Hi Christian,
It could be, however, that the limit check is not yet enforced in all update operations. How do you store your XSLT data in the database?
The data is stored using db:replace().
And could you check if you are close to the limit (e.g. via distinct-values(//*/name()),
distinct-values(//*/name()) gives me 32768 Items (in the info panel of basex gui). A little bit too close, I guess.
or by looking at the database statistics) ?
In the "Names" tab of the db properties, I get "Element / Entries: 33154". However this information is tagged outdated, and trying to update it ("optimize" button) results in a crash (" Improper use? Potential bug?..." Etc.) I have split the overall xslts processing into three runs (and three different target dbs) resulting in ~20k / ~15k / ~10k #ENames according to the (up-to-date) db properties respectively. I do not know to which extend names are overlapping between those three parts, but exceeding a total number of 2^15 seems totaly possible.
So splitting seems the way to go; I think I will try to granulate even finer and distribute the data into several databases. Thanks.
Greets Simon
If not: Could this be an explaination for turning the output of a xslt (xml => xml) to be not well-formed (The xslt itself is mature and has been used in exactly the same environment in several projects for > 2 years without problems.)? Now, with the latest project, an export of the database after the (seemingly issue-free) xslt-transform delivers e.g. elements at positions where they should not appear / opening elements not fitting their closing counterparts / missing content at the end? All other projects are ok with the current setup, but have significantly less data. The output dialect is somewhat "creative" and prone to resulting in a diversity of ENames, so this triggered my suspicion here...
I am using basex 8.2.3 on Java 1.8.51 / 64bit. Also tried with 8.0.2, but same issue there. The transformations are triggered by a small snippet of xquery sent from a basexclient to the server.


**REQUIRED WORK:** Go through the lines below. Copy those with "questions".

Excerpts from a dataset

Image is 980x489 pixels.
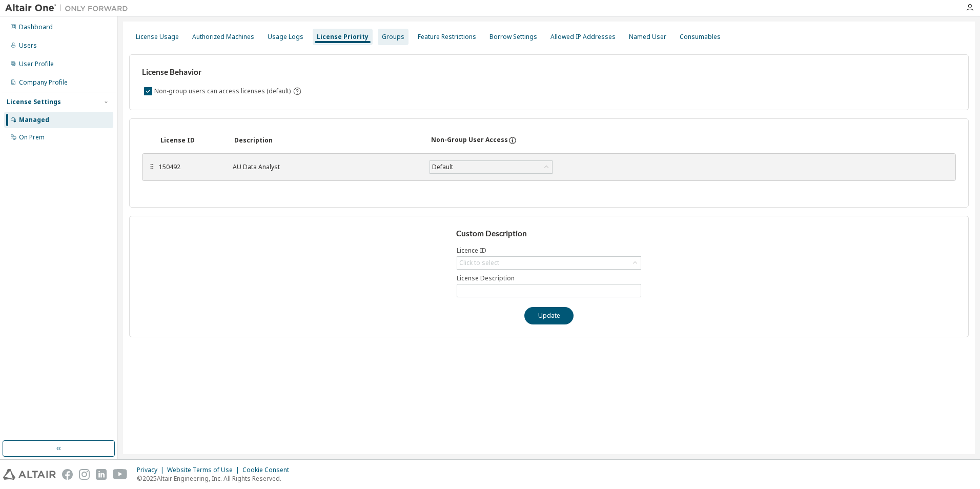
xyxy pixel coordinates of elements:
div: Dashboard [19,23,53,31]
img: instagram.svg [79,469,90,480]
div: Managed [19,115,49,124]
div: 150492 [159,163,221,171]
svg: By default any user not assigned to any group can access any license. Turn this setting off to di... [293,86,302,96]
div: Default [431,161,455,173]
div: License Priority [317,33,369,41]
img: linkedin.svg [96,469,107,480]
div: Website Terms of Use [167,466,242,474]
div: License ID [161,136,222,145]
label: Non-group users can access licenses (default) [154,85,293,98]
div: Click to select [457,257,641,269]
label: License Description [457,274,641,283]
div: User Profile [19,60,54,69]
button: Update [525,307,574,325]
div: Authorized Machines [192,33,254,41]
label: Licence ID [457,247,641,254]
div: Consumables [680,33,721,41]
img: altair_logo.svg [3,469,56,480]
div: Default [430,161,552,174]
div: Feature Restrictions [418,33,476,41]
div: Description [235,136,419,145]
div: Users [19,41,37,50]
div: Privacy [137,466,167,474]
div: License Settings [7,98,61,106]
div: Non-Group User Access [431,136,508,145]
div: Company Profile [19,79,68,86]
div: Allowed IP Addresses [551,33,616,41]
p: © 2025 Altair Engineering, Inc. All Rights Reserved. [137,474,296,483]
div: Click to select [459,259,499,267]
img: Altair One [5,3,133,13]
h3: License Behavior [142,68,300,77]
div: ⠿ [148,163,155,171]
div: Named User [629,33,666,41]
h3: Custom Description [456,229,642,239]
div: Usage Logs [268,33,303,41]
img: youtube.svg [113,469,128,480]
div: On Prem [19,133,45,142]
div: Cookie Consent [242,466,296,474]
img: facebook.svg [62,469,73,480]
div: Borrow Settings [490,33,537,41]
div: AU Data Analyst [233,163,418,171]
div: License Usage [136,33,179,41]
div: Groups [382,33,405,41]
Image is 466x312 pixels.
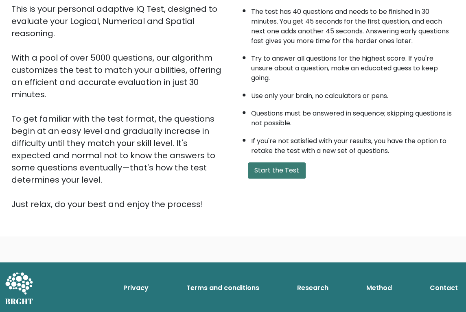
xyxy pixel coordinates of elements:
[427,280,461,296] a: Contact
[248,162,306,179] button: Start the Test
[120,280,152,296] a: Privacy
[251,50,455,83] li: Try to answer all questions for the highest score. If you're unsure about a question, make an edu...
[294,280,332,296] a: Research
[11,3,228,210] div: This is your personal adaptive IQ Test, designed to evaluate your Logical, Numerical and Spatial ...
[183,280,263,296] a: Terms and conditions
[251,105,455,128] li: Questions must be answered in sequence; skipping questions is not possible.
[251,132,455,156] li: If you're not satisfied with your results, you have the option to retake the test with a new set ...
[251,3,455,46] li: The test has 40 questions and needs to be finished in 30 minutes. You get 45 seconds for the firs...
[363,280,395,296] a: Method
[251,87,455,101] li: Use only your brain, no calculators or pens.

**RESPONSE AREA:**
[251,50,455,83] li: Try to answer all questions for the highest score. If you're unsure about a question, make an edu...
[251,105,455,128] li: Questions must be answered in sequence; skipping questions is not possible.
[251,3,455,46] li: The test has 40 questions and needs to be finished in 30 minutes. You get 45 seconds for the firs...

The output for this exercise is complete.